Law school courses should not stray into ideology
But assuming that knowledge must be taught from the perspective of any specific culture rebuts the foundation of university education – that knowledge is what is true, not politically correct. Where this exercise in virtue signalling will end is clear at Macquarie and Monash universities.
There is an inquiry at Macquarie University into a law subject where students are assessed on the quality of their mandatory acknowledgment that they are on Indigenous land that is “unceded” and are aware of their “privilege”. Vice-chancellor Bruce Dowton says the inquiry will include listening to staff and students and “benchmarking relevant practices” against those at other law schools. The inquiry was established after students brought their concerns about the subject to this newspaper. Perhaps it should consider what the requirements have to do with qualifying to practise law. And maybe Monash could consider why law researchers working on PhDs must explain how the standard academic tropes of race and gender oppression relate to their thesis – even if they don’t, presumably. As reported on Monday, doctoral candidates are required to take research skills training that includes critical legal studies – an umbrella term covering Marxism, postmodernism and post-structuralism, and sundry theories of individual oppression, feminism, queer theory, critical race theory and critical disability theory.

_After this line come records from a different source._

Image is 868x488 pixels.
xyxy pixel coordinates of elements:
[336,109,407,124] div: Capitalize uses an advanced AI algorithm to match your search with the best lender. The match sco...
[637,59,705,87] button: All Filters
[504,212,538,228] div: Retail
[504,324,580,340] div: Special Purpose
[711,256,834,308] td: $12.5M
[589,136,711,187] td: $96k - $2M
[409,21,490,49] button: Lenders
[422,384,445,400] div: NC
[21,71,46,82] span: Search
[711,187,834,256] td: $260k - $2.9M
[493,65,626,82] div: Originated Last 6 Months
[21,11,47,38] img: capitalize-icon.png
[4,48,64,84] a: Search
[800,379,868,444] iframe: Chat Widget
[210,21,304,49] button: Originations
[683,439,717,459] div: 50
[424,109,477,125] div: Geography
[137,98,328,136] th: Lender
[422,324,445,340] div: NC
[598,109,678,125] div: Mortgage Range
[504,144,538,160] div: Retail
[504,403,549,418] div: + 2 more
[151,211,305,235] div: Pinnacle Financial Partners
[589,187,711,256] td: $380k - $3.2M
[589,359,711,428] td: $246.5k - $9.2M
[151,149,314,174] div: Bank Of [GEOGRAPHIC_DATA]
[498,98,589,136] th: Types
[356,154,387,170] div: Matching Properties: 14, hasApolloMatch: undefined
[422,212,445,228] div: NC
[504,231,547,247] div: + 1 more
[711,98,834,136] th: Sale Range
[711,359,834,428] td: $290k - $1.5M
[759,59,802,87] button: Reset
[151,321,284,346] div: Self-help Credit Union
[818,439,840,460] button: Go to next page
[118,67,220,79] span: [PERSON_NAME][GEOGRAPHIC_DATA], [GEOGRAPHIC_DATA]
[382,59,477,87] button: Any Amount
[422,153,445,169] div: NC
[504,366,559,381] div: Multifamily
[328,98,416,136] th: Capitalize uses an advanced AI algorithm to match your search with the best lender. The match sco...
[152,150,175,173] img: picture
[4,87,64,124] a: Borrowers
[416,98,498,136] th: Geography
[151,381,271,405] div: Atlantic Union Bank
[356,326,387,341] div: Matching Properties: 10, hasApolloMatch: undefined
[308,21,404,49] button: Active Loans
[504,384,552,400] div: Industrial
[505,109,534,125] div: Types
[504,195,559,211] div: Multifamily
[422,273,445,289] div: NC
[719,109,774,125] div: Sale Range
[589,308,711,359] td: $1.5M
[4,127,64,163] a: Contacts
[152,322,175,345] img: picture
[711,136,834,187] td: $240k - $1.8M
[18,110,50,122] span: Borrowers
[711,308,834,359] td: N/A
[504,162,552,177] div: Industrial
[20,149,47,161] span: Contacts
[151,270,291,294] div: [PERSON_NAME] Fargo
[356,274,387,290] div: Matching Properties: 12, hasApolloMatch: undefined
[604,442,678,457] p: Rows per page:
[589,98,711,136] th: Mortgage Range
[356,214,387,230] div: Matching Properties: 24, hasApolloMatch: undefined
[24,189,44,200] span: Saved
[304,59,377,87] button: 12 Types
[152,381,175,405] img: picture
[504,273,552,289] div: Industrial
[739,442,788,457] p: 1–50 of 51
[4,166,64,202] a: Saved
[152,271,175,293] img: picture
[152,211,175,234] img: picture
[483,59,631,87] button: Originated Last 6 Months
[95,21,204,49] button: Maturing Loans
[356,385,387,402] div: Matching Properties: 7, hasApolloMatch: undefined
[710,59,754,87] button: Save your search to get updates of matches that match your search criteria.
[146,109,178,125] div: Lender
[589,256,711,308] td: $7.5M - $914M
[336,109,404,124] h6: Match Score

Opinions about the issues vary. University of NSW dean of law and justice Andrew Lynch writes that the insistence law schools ensure graduates possess knowledge of “black-letter law” is uncontroversial. But, he argues, “to suggest this is where legal education ends, that law schools teach just a bunch of ‘black letters’ on a page, is to ultimately promote an impoverished conception of law and produce a profession ill-equipped to serve its society”. Constitutional lawyer and former Australian Catholic University vice-chancellor Greg Craven warns that law schools now teach less legal practice and more ideology. This conundrum should not exist. Is the function of university courses to indoctrinate or educate? The question is generally settled in the humanities, where the starting point for study is that Western democracies are racist, sexist and colonialist, and privileged people in them generally prosper by oppressing everybody else. And now the ideologues are invading disciplines such as law, using “critical legal theory” to erode confidence in the law and subvert scholarship that seeks to add to our understanding of how it can protect and serve all Australians.
The apparent disrespect for students that some academics demonstrate by using their own privileged positions to require them to parrot an ideological line as a class requirement is bad at all universities where it occurs. But it is worse for those studying to become lawyers. From Magna Carta to the UN Universal Declaration of Human Rights, that all are equal before the law and entitled to equal protection is fundamental. And that is where things should stand.
By the time new students start at the University of Sydney they have been immersed in a school system that imposes Aboriginal and Torres Strait Islander histories and cultures, sustainability and Australia’s engagement with Asia as priorities across the curriculum. They apply even in that most universal and objective of disciplines – maths. But lest Sydney starters forget any of it, the university is hiring course designers to train academics in ways to “indigenise” and “decolonise the curriculums”. The aim is “embedding, Aboriginal and Torres Strait Islander knowledge, perspectives, texts and media within curricular projects”. Spot the problem. The university can – indeed, should – teach courses on Indigenous Australian history, culture and communities, and the more taught by qualified Indigenous academics the better.